A few chickens would do the trick.

I read things that make me worry about the world. Most recently: Barbara Kingsolver's book of essays had me nail-biting over the diminishing populations of South American birds; today, a headline about garbage in the ocean; a book about the loss of biodiversity in our microbiomes; a radio snippet this week about bacteria-fighting fungi disappearing from the world.

I live in suburbia on a little lot that used to be farmland. In the development process, the topsoil was cleared away, and in its place foundations were dug, sidewalks were laid, all on top of the remaining clay. A small amount of top soil was re-deposited for sod, but underneath that inch is pale, unforgiving play-dough-like clay that supports only plant life with shallow root systems--strawberries, grass. Pop a tomato plant in the ground and it will uproot itself in a few weeks, its underground support system unable to keep pace with its above-ground growth.

I feel certain obligations to make reparations for my use of the earth's resources--electricity, water, cows, plastic. I feel I owe it to earthworms, oceans, my global neighbors. I'm not an expert, but it seems the most obvious solution is to self-sustain in some small way, to offset my resource consumption,  by cooperating with the powers of the sun, rain, heat and microbial life in my backyard--grow tomatoes, capture rain water in barrels for flowers, compost watermelon rinds, replenish the soil

But none of this is easy. Starting with the fact that I don't have enough topsoil (even with the compost) to grow a tomato plant for my family, and what soil that exists is nutrient-depleted and sick from chemical treatment in years' past. Also, when I try to grow anything, Japanese beetles show up and nibble it to death.

While I feel obligated to make reparations to the earth, I also feel a newly acquired and curious obligation to my own personal microbiome (what a phrase!) and the microbiomes of my family members. (Did you know we used to contain more multitudes than we do now? Our microbiome populations are dwindling because we have less contact with dirt and germs, meaning that our immune systems and guts aren't as hearty as they once were. Meaning more disease. Basically, everything's going to hell in a hand basket, if you talk to the bacteria experts.)

Some of you will help solve Earth Problems by installing solar panels in your homes, but that's more than I can invest in at the moment. And that's why I think a few chickens would do the trick. For these reasons:

1. Excrement. This, added to compost, will fertilize the soil.
2. Beetle population control.
3. Microbiome help. If I have to be out there taking care of chickens, touching their feathers, shoveling their waste, my system will be flooded with new, friendly bacteria, which will promote immune health and even spread to my family members (because my microbiome can actually rub off on theirs).

And, if I had chickens, I'd have to be out there every day feeding them and cleaning their little penned-in area, with the sun and rain and wind hitting my skin. Think: Vitamin D. And think: If I'm barefoot, I could count it as a session of earthing.

I only got so far with this mental exercise, however, before my husband and children pointed out the effort it might take to keep said chickens alive in January in Iowa (it's 43 below today). Then I started reading up on chicken houses, transitioning chicks to the outdoors, and I read a long and extensive application required to own backyard chickens in my city. It was too much.

So, I'm back to baby steps. I planted two raspberry plants at the end of last summer in a heap of new soil I carted in, and they seemed to be doing all right before fall turned cold. I started a garbage-pail compost bin, too, and so maybe I'll have some new, nutrient-dense dirt this spring for a tomato plant or two. 

I fully expect that time spent on backyard labors this summer will be synergistically healing--for me, for the soil, for the raspberries and tomato plants--because that is what happens when sun and rain and mud and earthworms and microbes and seeds come together. Healing. Life. Vitamin D. The vibrations of millions of blades of grass. 

A pastoral psalm in the Hebrew Bible (aka the Old Testament) envisions God as Shepherd. David, once a shepherd boy himself, wrote,

The Lord is my shepherd, I shall not want. 
He makes me lie down in green pastures. 
He leads me beside still waters. 
He restores my soul.

People whose vocations take them primarily out of doors seem to know secrets I am lately learning. That the green of the pasture and the stillness of the water and the warmth of the grass under the feet are therapy for the mind and body. And David, outdoor-shepherd, experienced God, the outdoor Shepherd, saying, lie down, stand, sit, watch be--breathe in the musty green prairie grass. Inhale the microbial stew of a still pond. There's healing to be had here.

I've said to my husband several times that as soon as our neighborhood stops feeling at all like the country, I'll want to move. As soon as the cornfields surrounding us get scissored up into new housing developments and plots, as soon as I can't see the horizon in the morning at the south end of Broadmoor, I'll need to move on to a place with green pasture and still water (so to speak). 

And maybe this is why I brood over the planet. Why I consider chickens. Why I feel compelled to work with sun and rain and microbes, because if I can help heal the earth--heck, if I can keep a tomato plant alive and growing in my own backyard--then all is not lost, and there is still healing to be had.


| Work task |
With the images removed, write out every line below exactly.

| Data shown |

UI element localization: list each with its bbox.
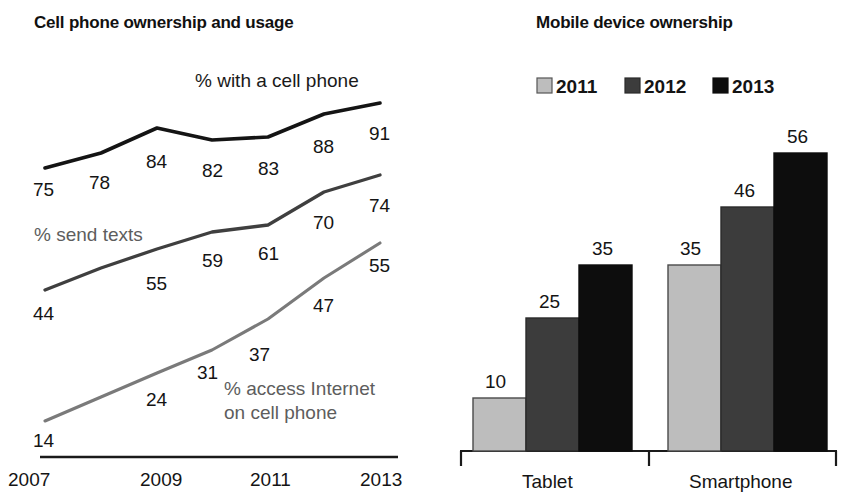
point-label-internet-2007: 14 <box>33 430 55 451</box>
bar-value-tablet-2013: 35 <box>592 238 613 259</box>
legend-label-2011: 2011 <box>556 76 598 97</box>
bar-value-tablet-2011: 10 <box>485 371 506 392</box>
annotation-internet-line1: % access Internet <box>224 378 376 399</box>
annotation-internet-line2: on cell phone <box>224 402 337 423</box>
x-tick-2007: 2007 <box>8 469 50 490</box>
bar-value-smartphone-2013: 56 <box>787 126 808 147</box>
legend-swatch-2011 <box>537 78 552 93</box>
bar-axis <box>460 451 837 466</box>
point-label-texts-2012: 70 <box>313 212 334 233</box>
point-label-cellphone-2010: 82 <box>202 160 223 181</box>
bar-smartphone-2012 <box>721 207 774 451</box>
legend-label-2013: 2013 <box>732 76 774 97</box>
bar-group-smartphone: 35 46 56 <box>668 126 827 451</box>
bar-value-smartphone-2012: 46 <box>734 180 755 201</box>
category-label-tablet: Tablet <box>522 471 573 492</box>
legend-swatch-2012 <box>625 78 640 93</box>
point-label-cellphone-2012: 88 <box>313 136 334 157</box>
point-label-internet-2012: 47 <box>313 295 334 316</box>
legend: 2011 2012 2013 <box>537 76 774 97</box>
bar-smartphone-2011 <box>668 265 721 451</box>
annotation-cellphone: % with a cell phone <box>195 70 359 91</box>
legend-label-2012: 2012 <box>644 76 686 97</box>
annotation-texts: % send texts <box>34 224 143 245</box>
point-label-texts-2013: 74 <box>369 195 391 216</box>
point-label-texts-2009: 55 <box>146 273 167 294</box>
point-label-texts-2007: 44 <box>33 303 55 324</box>
legend-swatch-2013 <box>713 78 728 93</box>
bar-chart-panel: Mobile device ownership 2011 2012 2013 1… <box>440 0 857 499</box>
point-label-cellphone-2013: 91 <box>369 123 390 144</box>
bar-tablet-2012 <box>526 318 579 451</box>
point-label-internet-2013: 55 <box>369 255 390 276</box>
bar-group-tablet: 10 25 35 <box>473 238 632 451</box>
x-tick-2013: 2013 <box>360 469 402 490</box>
line-chart-panel: Cell phone ownership and usage % with a … <box>0 0 440 499</box>
bar-chart-svg: 2011 2012 2013 10 25 35 35 <box>440 0 857 499</box>
bar-value-smartphone-2011: 35 <box>680 238 701 259</box>
point-label-texts-2010: 59 <box>202 250 223 271</box>
point-label-cellphone-2007: 75 <box>33 179 54 200</box>
line-chart-svg: % with a cell phone % send texts % acces… <box>0 0 440 499</box>
bar-tablet-2011 <box>473 398 526 451</box>
category-label-smartphone: Smartphone <box>689 471 793 492</box>
point-label-cellphone-2009: 84 <box>146 151 168 172</box>
point-label-internet-2009: 24 <box>146 389 168 410</box>
point-label-texts-2011: 61 <box>258 243 279 264</box>
bar-value-tablet-2012: 25 <box>539 291 560 312</box>
point-label-internet-2011: 37 <box>249 344 270 365</box>
bar-tablet-2013 <box>579 265 632 451</box>
x-tick-2009: 2009 <box>140 469 182 490</box>
bar-smartphone-2013 <box>774 153 827 451</box>
x-tick-2011: 2011 <box>250 469 291 490</box>
point-label-cellphone-2011: 83 <box>258 158 279 179</box>
point-label-cellphone-2008: 78 <box>89 172 110 193</box>
point-label-internet-2010: 31 <box>197 362 218 383</box>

| Response to the task |
UI element localization: list each with its bbox.
point-label-internet-2007: 14 <box>33 430 55 451</box>
bar-value-tablet-2013: 35 <box>592 238 613 259</box>
legend-label-2011: 2011 <box>556 76 598 97</box>
bar-value-tablet-2011: 10 <box>485 371 506 392</box>
annotation-internet-line1: % access Internet <box>224 378 376 399</box>
annotation-internet-line2: on cell phone <box>224 402 337 423</box>
x-tick-2007: 2007 <box>8 469 50 490</box>
bar-value-smartphone-2013: 56 <box>787 126 808 147</box>
legend-swatch-2011 <box>537 78 552 93</box>
bar-axis <box>460 451 837 466</box>
point-label-texts-2012: 70 <box>313 212 334 233</box>
point-label-cellphone-2010: 82 <box>202 160 223 181</box>
bar-smartphone-2012 <box>721 207 774 451</box>
legend-label-2013: 2013 <box>732 76 774 97</box>
bar-group-smartphone: 35 46 56 <box>668 126 827 451</box>
bar-value-smartphone-2012: 46 <box>734 180 755 201</box>
category-label-tablet: Tablet <box>522 471 573 492</box>
legend-swatch-2012 <box>625 78 640 93</box>
point-label-cellphone-2012: 88 <box>313 136 334 157</box>
point-label-internet-2012: 47 <box>313 295 334 316</box>
legend: 2011 2012 2013 <box>537 76 774 97</box>
bar-smartphone-2011 <box>668 265 721 451</box>
annotation-cellphone: % with a cell phone <box>195 70 359 91</box>
legend-label-2012: 2012 <box>644 76 686 97</box>
annotation-texts: % send texts <box>34 224 143 245</box>
point-label-texts-2013: 74 <box>369 195 391 216</box>
point-label-texts-2009: 55 <box>146 273 167 294</box>
point-label-texts-2007: 44 <box>33 303 55 324</box>
legend-swatch-2013 <box>713 78 728 93</box>
bar-chart-panel: Mobile device ownership 2011 2012 2013 1… <box>440 0 857 499</box>
point-label-cellphone-2013: 91 <box>369 123 390 144</box>
bar-tablet-2012 <box>526 318 579 451</box>
point-label-internet-2013: 55 <box>369 255 390 276</box>
bar-group-tablet: 10 25 35 <box>473 238 632 451</box>
x-tick-2013: 2013 <box>360 469 402 490</box>
line-chart-panel: Cell phone ownership and usage % with a … <box>0 0 440 499</box>
bar-chart-svg: 2011 2012 2013 10 25 35 35 <box>440 0 857 499</box>
bar-value-smartphone-2011: 35 <box>680 238 701 259</box>
point-label-texts-2010: 59 <box>202 250 223 271</box>
point-label-cellphone-2007: 75 <box>33 179 54 200</box>
line-chart-svg: % with a cell phone % send texts % acces… <box>0 0 440 499</box>
bar-tablet-2011 <box>473 398 526 451</box>
category-label-smartphone: Smartphone <box>689 471 793 492</box>
point-label-cellphone-2009: 84 <box>146 151 168 172</box>
point-label-internet-2009: 24 <box>146 389 168 410</box>
point-label-texts-2011: 61 <box>258 243 279 264</box>
bar-value-tablet-2012: 25 <box>539 291 560 312</box>
point-label-internet-2011: 37 <box>249 344 270 365</box>
bar-tablet-2013 <box>579 265 632 451</box>
x-tick-2009: 2009 <box>140 469 182 490</box>
bar-smartphone-2013 <box>774 153 827 451</box>
x-tick-2011: 2011 <box>250 469 291 490</box>
point-label-cellphone-2011: 83 <box>258 158 279 179</box>
point-label-cellphone-2008: 78 <box>89 172 110 193</box>
point-label-internet-2010: 31 <box>197 362 218 383</box>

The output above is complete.